Authors: David Shields
If we were not all so interested in ourselves, life would be so uninteresting that none of us would be able to endure it.
I do not know if it has ever been noted before that one of the main characteristics of life is discreteness. Unless a film of flesh envelops us, we die. Man exists only insofar as he is separated from his surroundings. The cranium is a space traveler’s helmet. Stay inside or you perish. Death is divestment; death is communion. It may be wonderful to mix with the landscape, but to do so is the end of the tender ego.
The difference between you and me is that I die alone.
We are and we are not.
I find myself saying briefly and prosaically that it is much more important to be oneself than anything else.
Listen carefully to first criticisms of your work. Note carefully just what it is about your work that the critics don’t like—then cultivate it. That’s the part of your work that’s individual and worth keeping.
Anything you do will be an abuse of somebody else’s aesthetics.
What you respond to in any work of art is the artist’s struggle against his or her own limitations.
Write yourself naked, from exile, and in blood.
Of all that might be omitted in thinking, the worst is to omit your own being.
This isn’t just an epigram—life is more successfully looked at from a single window, after all.
First person is where you can be more interesting; you don’t have to be much but a stumbling fool. And I find this often leads to the more delightful expedition. The wisdom there is more precious than in the sage overview, which in many writers makes me nearly puke.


# [What you are asked to do]
Scan the entries below, and for each line that includes the word "results", make a copy.

# [Provided information]
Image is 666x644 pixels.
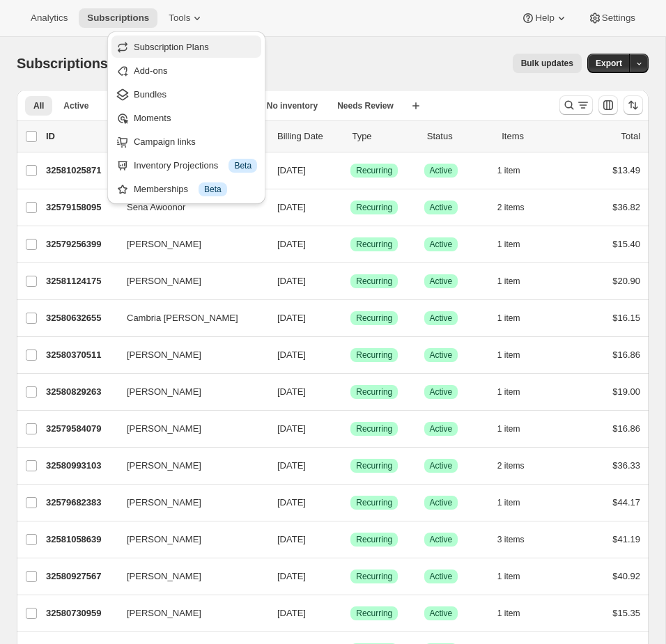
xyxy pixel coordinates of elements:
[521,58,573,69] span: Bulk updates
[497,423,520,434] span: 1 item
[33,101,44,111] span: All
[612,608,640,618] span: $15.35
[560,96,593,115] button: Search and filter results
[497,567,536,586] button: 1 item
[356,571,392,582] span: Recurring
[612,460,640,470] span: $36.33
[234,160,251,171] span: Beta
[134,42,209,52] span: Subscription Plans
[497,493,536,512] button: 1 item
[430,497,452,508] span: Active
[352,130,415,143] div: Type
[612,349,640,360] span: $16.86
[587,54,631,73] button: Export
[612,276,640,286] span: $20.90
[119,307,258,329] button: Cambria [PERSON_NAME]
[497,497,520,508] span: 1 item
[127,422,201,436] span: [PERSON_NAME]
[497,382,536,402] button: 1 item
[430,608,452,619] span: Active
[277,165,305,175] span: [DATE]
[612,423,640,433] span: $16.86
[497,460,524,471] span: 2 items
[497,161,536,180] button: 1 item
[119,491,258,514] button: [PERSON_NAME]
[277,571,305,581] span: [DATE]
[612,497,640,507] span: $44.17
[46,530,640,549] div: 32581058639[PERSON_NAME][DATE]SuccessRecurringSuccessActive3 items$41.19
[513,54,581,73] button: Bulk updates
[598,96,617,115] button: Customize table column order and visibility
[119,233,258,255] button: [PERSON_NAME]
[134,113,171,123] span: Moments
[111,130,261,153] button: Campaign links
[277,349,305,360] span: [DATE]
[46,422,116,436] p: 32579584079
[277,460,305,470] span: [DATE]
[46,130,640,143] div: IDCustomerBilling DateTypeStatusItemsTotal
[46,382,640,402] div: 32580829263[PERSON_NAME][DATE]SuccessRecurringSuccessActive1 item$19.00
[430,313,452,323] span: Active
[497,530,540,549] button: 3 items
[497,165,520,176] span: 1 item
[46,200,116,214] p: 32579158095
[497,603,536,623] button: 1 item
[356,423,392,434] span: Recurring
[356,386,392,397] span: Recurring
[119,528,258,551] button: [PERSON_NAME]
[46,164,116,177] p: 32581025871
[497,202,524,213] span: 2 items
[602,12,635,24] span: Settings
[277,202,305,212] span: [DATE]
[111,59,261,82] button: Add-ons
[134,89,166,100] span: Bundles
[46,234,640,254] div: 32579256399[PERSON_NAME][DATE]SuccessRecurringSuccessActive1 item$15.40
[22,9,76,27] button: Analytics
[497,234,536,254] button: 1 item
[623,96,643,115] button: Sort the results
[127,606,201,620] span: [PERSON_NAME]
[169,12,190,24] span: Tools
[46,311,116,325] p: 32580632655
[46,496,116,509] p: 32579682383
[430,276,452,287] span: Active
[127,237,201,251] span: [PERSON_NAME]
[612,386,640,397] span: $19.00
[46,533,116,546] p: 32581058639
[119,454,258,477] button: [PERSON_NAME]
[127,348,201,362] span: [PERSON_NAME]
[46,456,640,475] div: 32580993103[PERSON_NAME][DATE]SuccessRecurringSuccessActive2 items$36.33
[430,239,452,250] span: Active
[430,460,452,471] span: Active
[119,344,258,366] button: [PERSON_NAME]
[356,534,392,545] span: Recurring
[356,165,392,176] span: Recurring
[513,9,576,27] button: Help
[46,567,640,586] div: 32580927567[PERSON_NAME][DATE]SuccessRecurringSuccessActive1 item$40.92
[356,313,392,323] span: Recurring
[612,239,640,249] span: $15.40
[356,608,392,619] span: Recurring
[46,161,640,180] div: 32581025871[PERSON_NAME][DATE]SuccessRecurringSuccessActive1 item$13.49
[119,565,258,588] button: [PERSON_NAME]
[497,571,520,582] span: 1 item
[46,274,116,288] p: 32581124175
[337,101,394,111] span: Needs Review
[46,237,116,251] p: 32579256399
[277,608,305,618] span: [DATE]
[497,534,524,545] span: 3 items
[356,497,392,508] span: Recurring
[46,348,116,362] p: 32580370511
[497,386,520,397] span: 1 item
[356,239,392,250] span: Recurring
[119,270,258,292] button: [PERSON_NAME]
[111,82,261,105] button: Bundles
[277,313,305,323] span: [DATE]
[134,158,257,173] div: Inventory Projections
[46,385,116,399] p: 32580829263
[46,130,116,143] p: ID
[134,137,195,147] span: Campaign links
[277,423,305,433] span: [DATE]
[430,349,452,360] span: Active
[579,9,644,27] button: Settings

# [Solved problem]
[560,96,593,115] button: Search and filter results
[623,96,643,115] button: Sort the results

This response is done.